## [What needs to be done]
Below are the records; print exactly the lines from the one with "At what (x,y)" through the last, both included, and leave the pictures out.

***** Given data *****

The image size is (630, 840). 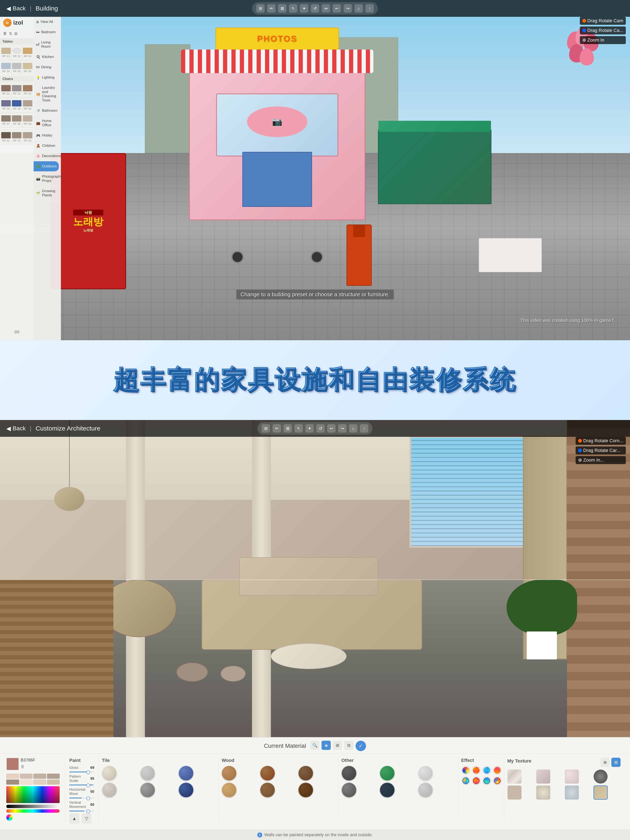 I want to click on texture-grid-icon: ⊞, so click(x=616, y=763).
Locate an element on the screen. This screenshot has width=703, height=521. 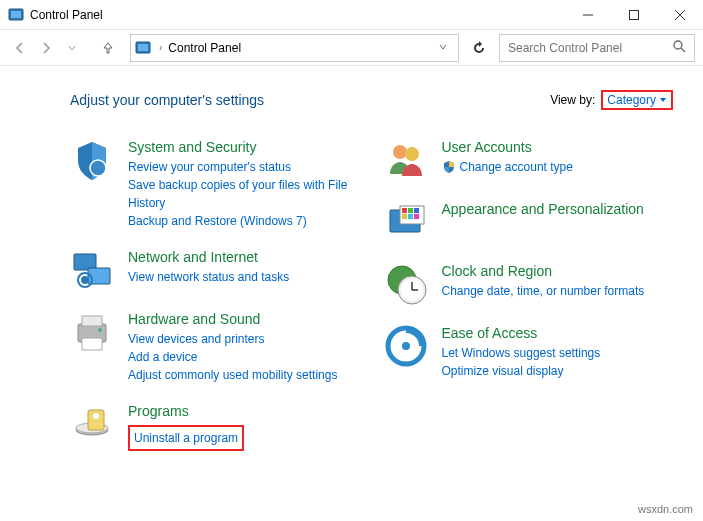
category-appearance: Appearance and Personalization is located at coordinates (529, 222).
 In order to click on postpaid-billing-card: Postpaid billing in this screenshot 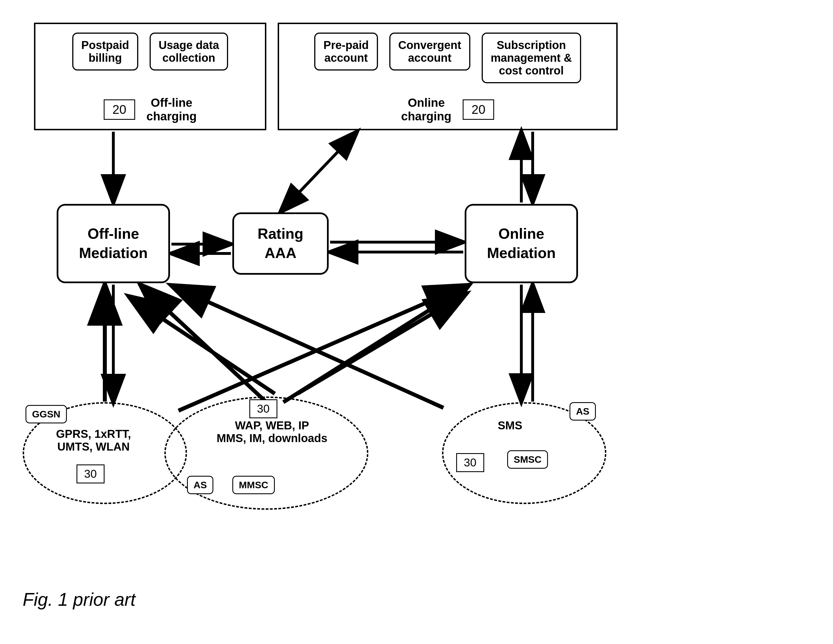, I will do `click(105, 51)`.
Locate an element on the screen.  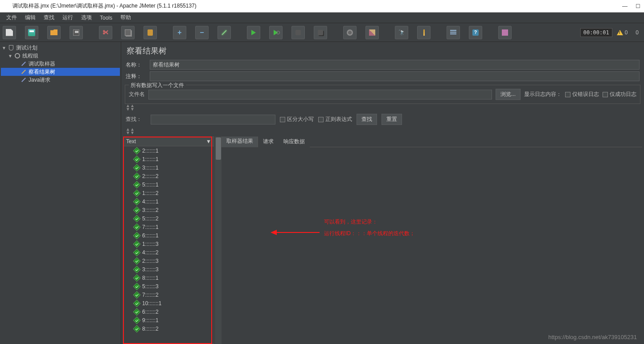
minimize-button: — is located at coordinates (625, 6).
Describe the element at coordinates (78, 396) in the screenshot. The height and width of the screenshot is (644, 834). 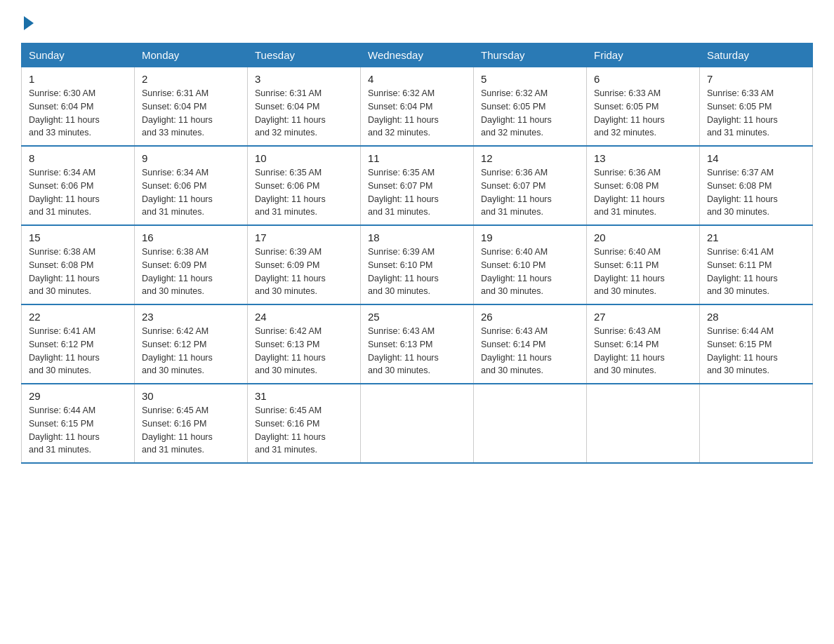
I see `day-number: 29` at that location.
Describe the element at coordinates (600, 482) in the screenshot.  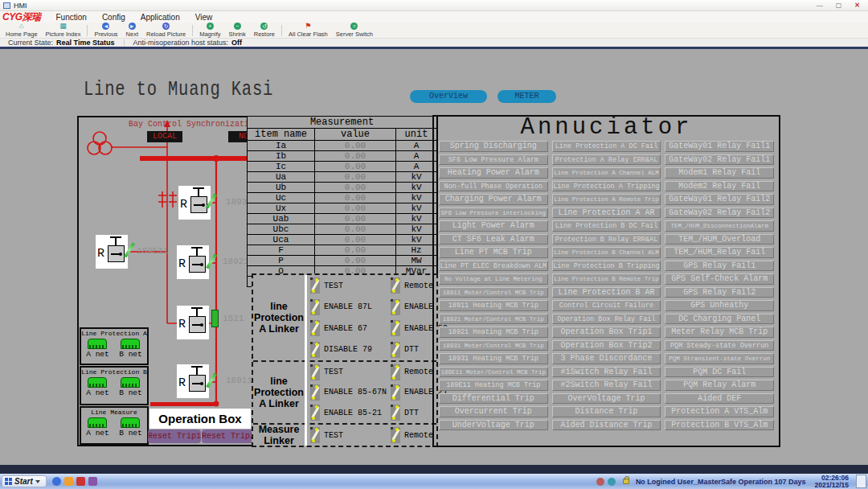
I see `alarm-icon` at that location.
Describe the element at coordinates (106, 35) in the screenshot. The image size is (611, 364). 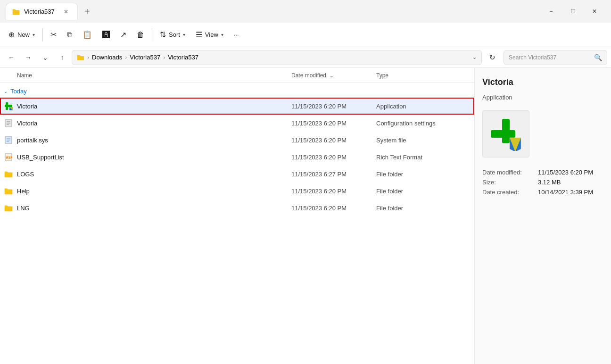
I see `rename-button: 🅰` at that location.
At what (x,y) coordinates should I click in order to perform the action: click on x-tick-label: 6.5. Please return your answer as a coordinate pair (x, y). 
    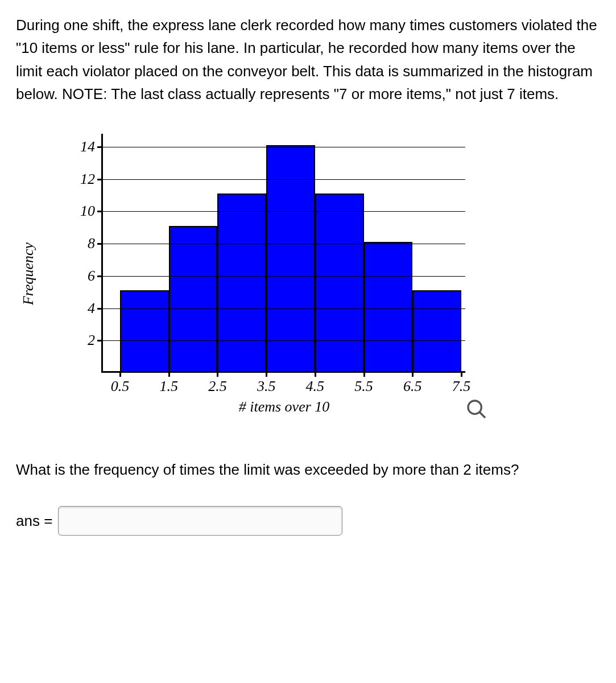
    Looking at the image, I should click on (413, 386).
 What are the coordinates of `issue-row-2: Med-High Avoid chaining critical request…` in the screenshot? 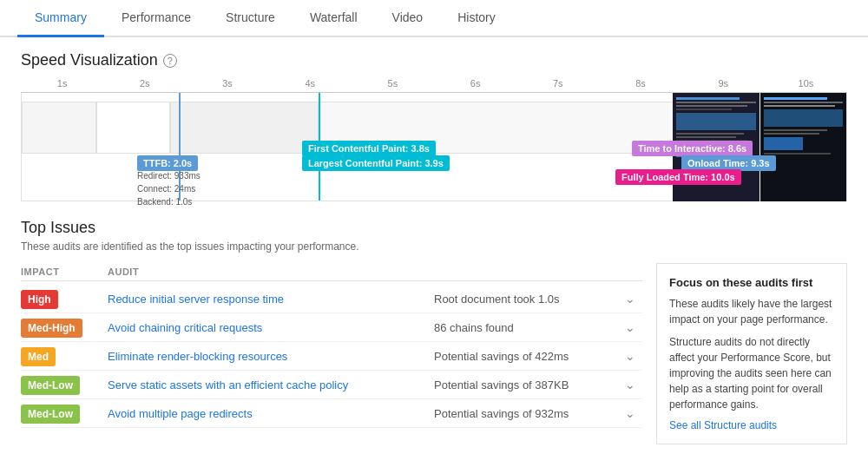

*****

## [Reply]
At what (x,y) coordinates should I click in order to perform the action: click on x-tick-label: 6.5. Please return your answer as a coordinate pair (x, y). 
    Looking at the image, I should click on (413, 386).
 What are the coordinates of `issue-row-2: Med-High Avoid chaining critical request…` in the screenshot? 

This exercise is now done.